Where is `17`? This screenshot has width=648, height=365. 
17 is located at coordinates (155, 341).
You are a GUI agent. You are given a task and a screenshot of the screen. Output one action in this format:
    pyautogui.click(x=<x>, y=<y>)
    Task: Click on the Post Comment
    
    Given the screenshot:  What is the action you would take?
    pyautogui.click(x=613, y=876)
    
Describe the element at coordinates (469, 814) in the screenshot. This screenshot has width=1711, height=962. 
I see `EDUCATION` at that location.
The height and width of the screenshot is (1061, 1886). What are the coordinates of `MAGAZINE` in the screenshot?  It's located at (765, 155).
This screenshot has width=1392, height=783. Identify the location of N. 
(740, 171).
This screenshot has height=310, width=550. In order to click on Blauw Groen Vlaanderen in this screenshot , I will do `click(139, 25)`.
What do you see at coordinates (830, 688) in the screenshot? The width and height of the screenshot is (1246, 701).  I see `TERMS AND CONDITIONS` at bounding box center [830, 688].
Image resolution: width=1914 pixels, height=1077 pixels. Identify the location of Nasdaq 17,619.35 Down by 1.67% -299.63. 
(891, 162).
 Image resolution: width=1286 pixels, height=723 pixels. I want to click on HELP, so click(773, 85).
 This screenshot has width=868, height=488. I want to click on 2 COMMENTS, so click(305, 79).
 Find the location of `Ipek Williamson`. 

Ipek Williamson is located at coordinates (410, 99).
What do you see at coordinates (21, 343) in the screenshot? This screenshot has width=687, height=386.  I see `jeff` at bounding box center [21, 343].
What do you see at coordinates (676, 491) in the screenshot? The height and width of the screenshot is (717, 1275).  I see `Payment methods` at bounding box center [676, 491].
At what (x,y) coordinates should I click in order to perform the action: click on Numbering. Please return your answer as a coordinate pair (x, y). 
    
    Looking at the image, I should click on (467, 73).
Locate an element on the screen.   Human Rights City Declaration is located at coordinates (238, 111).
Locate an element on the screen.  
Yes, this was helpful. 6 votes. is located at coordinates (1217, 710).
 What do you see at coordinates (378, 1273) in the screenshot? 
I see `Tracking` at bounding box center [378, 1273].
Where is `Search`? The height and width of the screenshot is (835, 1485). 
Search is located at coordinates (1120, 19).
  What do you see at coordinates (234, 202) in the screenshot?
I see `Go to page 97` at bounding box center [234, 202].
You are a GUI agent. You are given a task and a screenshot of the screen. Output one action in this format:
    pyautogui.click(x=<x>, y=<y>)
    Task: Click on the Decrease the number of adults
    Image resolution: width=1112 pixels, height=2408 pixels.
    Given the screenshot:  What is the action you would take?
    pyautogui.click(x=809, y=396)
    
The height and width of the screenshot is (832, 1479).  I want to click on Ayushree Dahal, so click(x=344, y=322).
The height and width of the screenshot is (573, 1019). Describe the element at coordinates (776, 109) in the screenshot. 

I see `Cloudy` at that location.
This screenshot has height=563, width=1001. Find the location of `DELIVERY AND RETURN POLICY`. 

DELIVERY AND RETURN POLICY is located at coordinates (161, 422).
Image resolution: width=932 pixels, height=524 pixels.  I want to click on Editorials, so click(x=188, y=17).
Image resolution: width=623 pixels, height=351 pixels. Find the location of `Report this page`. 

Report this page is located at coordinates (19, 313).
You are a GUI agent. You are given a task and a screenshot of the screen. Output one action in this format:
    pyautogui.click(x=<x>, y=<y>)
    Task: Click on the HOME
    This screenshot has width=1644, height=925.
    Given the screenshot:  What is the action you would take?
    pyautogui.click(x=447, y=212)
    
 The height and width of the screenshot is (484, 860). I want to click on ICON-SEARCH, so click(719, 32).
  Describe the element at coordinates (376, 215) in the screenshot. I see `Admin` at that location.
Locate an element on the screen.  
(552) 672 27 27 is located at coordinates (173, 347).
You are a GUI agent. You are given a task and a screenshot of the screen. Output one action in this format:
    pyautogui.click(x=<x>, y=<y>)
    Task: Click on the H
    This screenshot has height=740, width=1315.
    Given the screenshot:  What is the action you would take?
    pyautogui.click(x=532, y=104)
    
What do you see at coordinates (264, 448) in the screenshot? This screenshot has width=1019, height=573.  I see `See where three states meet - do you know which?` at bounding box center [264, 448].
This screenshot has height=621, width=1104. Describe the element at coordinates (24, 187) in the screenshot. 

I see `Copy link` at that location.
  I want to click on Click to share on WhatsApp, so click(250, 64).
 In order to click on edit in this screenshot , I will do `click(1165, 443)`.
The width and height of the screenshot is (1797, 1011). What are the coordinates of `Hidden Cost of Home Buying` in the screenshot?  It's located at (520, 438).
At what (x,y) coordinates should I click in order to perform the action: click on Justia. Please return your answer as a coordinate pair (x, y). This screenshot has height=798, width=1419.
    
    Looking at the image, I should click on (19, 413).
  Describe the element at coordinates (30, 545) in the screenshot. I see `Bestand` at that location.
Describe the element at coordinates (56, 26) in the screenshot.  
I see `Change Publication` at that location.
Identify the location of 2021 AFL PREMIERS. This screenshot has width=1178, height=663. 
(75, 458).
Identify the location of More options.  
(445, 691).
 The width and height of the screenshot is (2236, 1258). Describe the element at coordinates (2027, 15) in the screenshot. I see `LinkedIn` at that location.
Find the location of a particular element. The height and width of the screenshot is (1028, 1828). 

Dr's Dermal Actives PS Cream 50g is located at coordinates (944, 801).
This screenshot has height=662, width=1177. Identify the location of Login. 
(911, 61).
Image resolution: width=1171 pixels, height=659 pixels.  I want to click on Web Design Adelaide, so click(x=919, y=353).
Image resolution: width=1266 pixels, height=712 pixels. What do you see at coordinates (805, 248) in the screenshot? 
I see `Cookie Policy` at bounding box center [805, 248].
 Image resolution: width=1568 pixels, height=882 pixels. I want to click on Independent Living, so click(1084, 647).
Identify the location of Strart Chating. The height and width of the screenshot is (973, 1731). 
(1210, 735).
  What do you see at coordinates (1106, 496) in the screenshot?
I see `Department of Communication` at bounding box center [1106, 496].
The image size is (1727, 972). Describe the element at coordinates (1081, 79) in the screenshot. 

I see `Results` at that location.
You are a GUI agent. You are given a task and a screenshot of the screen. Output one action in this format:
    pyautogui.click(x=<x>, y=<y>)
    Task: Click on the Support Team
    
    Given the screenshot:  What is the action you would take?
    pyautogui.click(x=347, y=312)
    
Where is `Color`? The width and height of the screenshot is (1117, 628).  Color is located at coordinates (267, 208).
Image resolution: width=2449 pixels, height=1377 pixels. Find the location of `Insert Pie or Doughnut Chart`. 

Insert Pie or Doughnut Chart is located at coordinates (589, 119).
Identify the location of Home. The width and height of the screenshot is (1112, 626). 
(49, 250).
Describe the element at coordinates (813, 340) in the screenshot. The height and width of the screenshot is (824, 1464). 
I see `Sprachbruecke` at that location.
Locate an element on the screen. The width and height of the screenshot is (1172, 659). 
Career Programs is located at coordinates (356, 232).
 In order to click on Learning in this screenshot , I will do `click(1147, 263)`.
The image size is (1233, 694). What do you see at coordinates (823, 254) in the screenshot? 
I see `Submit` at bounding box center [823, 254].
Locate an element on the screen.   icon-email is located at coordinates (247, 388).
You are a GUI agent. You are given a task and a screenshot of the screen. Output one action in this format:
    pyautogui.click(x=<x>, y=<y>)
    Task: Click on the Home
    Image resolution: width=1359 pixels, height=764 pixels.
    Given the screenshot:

+-------+

» Problem statement
Could you reproduce all the records exactly?

» Exercise answer
Where is `17`? This screenshot has width=648, height=365. 
17 is located at coordinates (155, 341).
You are a GUI agent. You are given a task and a screenshot of the screen. Output one action in this format:
    pyautogui.click(x=<x>, y=<y>)
    Task: Click on the Post Comment
    
    Given the screenshot:  What is the action you would take?
    pyautogui.click(x=613, y=876)
    
Describe the element at coordinates (469, 814) in the screenshot. This screenshot has width=1711, height=962. 
I see `EDUCATION` at that location.
The height and width of the screenshot is (1061, 1886). What are the coordinates of `MAGAZINE` in the screenshot?  It's located at (765, 155).
This screenshot has width=1392, height=783. Identify the location of N. 
(740, 171).
This screenshot has height=310, width=550. In order to click on Blauw Groen Vlaanderen in this screenshot , I will do `click(139, 25)`.
What do you see at coordinates (830, 688) in the screenshot? The width and height of the screenshot is (1246, 701).  I see `TERMS AND CONDITIONS` at bounding box center [830, 688].
Image resolution: width=1914 pixels, height=1077 pixels. Identify the location of Nasdaq 17,619.35 Down by 1.67% -299.63. 
(891, 162).
 Image resolution: width=1286 pixels, height=723 pixels. I want to click on HELP, so click(773, 85).
 This screenshot has width=868, height=488. I want to click on 2 COMMENTS, so click(305, 79).
 Find the location of `Ipek Williamson`. 

Ipek Williamson is located at coordinates (410, 99).
What do you see at coordinates (21, 343) in the screenshot? This screenshot has width=687, height=386.  I see `jeff` at bounding box center [21, 343].
What do you see at coordinates (676, 491) in the screenshot? The height and width of the screenshot is (717, 1275).  I see `Payment methods` at bounding box center [676, 491].
At what (x,y) coordinates should I click in order to perform the action: click on Numbering. Please return your answer as a coordinate pair (x, y). 
    
    Looking at the image, I should click on (467, 73).
Locate an element on the screen.   Human Rights City Declaration is located at coordinates (238, 111).
Locate an element on the screen.  
Yes, this was helpful. 6 votes. is located at coordinates (1217, 710).
 What do you see at coordinates (378, 1273) in the screenshot? 
I see `Tracking` at bounding box center [378, 1273].
Where is `Search`? The height and width of the screenshot is (835, 1485). 
Search is located at coordinates (1120, 19).
  What do you see at coordinates (234, 202) in the screenshot?
I see `Go to page 97` at bounding box center [234, 202].
You are a GUI agent. You are given a task and a screenshot of the screen. Output one action in this format:
    pyautogui.click(x=<x>, y=<y>)
    Task: Click on the Decrease the number of adults
    Image resolution: width=1112 pixels, height=2408 pixels.
    Given the screenshot:  What is the action you would take?
    pyautogui.click(x=809, y=396)
    
The height and width of the screenshot is (832, 1479).  I want to click on Ayushree Dahal, so click(x=344, y=322).
The height and width of the screenshot is (573, 1019). Describe the element at coordinates (776, 109) in the screenshot. 

I see `Cloudy` at that location.
This screenshot has height=563, width=1001. Find the location of `DELIVERY AND RETURN POLICY`. 

DELIVERY AND RETURN POLICY is located at coordinates (161, 422).
Image resolution: width=932 pixels, height=524 pixels.  I want to click on Editorials, so click(x=188, y=17).
Image resolution: width=623 pixels, height=351 pixels. Find the location of `Report this page`. 

Report this page is located at coordinates (19, 313).
You are a GUI agent. You are given a task and a screenshot of the screen. Output one action in this format:
    pyautogui.click(x=<x>, y=<y>)
    Task: Click on the HOME
    This screenshot has width=1644, height=925.
    Given the screenshot:  What is the action you would take?
    pyautogui.click(x=447, y=212)
    
 The height and width of the screenshot is (484, 860). I want to click on ICON-SEARCH, so click(719, 32).
  Describe the element at coordinates (376, 215) in the screenshot. I see `Admin` at that location.
Locate an element on the screen.  
(552) 672 27 27 is located at coordinates (173, 347).
You are a GUI agent. You are given a task and a screenshot of the screen. Output one action in this format:
    pyautogui.click(x=<x>, y=<y>)
    Task: Click on the H
    This screenshot has height=740, width=1315.
    Given the screenshot:  What is the action you would take?
    pyautogui.click(x=532, y=104)
    
What do you see at coordinates (264, 448) in the screenshot? This screenshot has width=1019, height=573.  I see `See where three states meet - do you know which?` at bounding box center [264, 448].
This screenshot has height=621, width=1104. Describe the element at coordinates (24, 187) in the screenshot. 

I see `Copy link` at that location.
  I want to click on Click to share on WhatsApp, so click(250, 64).
 In order to click on edit in this screenshot , I will do `click(1165, 443)`.
The width and height of the screenshot is (1797, 1011). What are the coordinates of `Hidden Cost of Home Buying` in the screenshot?  It's located at (520, 438).
At what (x,y) coordinates should I click in order to perform the action: click on Justia. Please return your answer as a coordinate pair (x, y). This screenshot has height=798, width=1419.
    
    Looking at the image, I should click on (19, 413).
  Describe the element at coordinates (30, 545) in the screenshot. I see `Bestand` at that location.
Describe the element at coordinates (56, 26) in the screenshot.  
I see `Change Publication` at that location.
Identify the location of 2021 AFL PREMIERS. This screenshot has width=1178, height=663. 
(75, 458).
Identify the location of More options.  
(445, 691).
 The width and height of the screenshot is (2236, 1258). Describe the element at coordinates (2027, 15) in the screenshot. I see `LinkedIn` at that location.
Find the location of a particular element. The height and width of the screenshot is (1028, 1828). 

Dr's Dermal Actives PS Cream 50g is located at coordinates (944, 801).
This screenshot has height=662, width=1177. Identify the location of Login. 
(911, 61).
Image resolution: width=1171 pixels, height=659 pixels.  I want to click on Web Design Adelaide, so click(x=919, y=353).
Image resolution: width=1266 pixels, height=712 pixels. What do you see at coordinates (805, 248) in the screenshot? 
I see `Cookie Policy` at bounding box center [805, 248].
 Image resolution: width=1568 pixels, height=882 pixels. I want to click on Independent Living, so click(1084, 647).
Identify the location of Strart Chating. The height and width of the screenshot is (973, 1731). 
(1210, 735).
  What do you see at coordinates (1106, 496) in the screenshot?
I see `Department of Communication` at bounding box center [1106, 496].
The image size is (1727, 972). Describe the element at coordinates (1081, 79) in the screenshot. 

I see `Results` at that location.
You are a GUI agent. You are given a task and a screenshot of the screen. Output one action in this format:
    pyautogui.click(x=<x>, y=<y>)
    Task: Click on the Support Team
    
    Given the screenshot:  What is the action you would take?
    pyautogui.click(x=347, y=312)
    
Where is `Color`? The width and height of the screenshot is (1117, 628).  Color is located at coordinates (267, 208).
Image resolution: width=2449 pixels, height=1377 pixels. Find the location of `Insert Pie or Doughnut Chart`. 

Insert Pie or Doughnut Chart is located at coordinates (589, 119).
Identify the location of Home. The width and height of the screenshot is (1112, 626). 
(49, 250).
Describe the element at coordinates (813, 340) in the screenshot. The height and width of the screenshot is (824, 1464). 
I see `Sprachbruecke` at that location.
Locate an element on the screen. The width and height of the screenshot is (1172, 659). 
Career Programs is located at coordinates (356, 232).
 In order to click on Learning in this screenshot , I will do `click(1147, 263)`.
The image size is (1233, 694). What do you see at coordinates (823, 254) in the screenshot? 
I see `Submit` at bounding box center [823, 254].
Locate an element on the screen.   icon-email is located at coordinates (247, 388).
You are a GUI agent. You are given a task and a screenshot of the screen. Output one action in this format:
    pyautogui.click(x=<x>, y=<y>)
    Task: Click on the Home
    Image resolution: width=1359 pixels, height=764 pixels.
    Given the screenshot:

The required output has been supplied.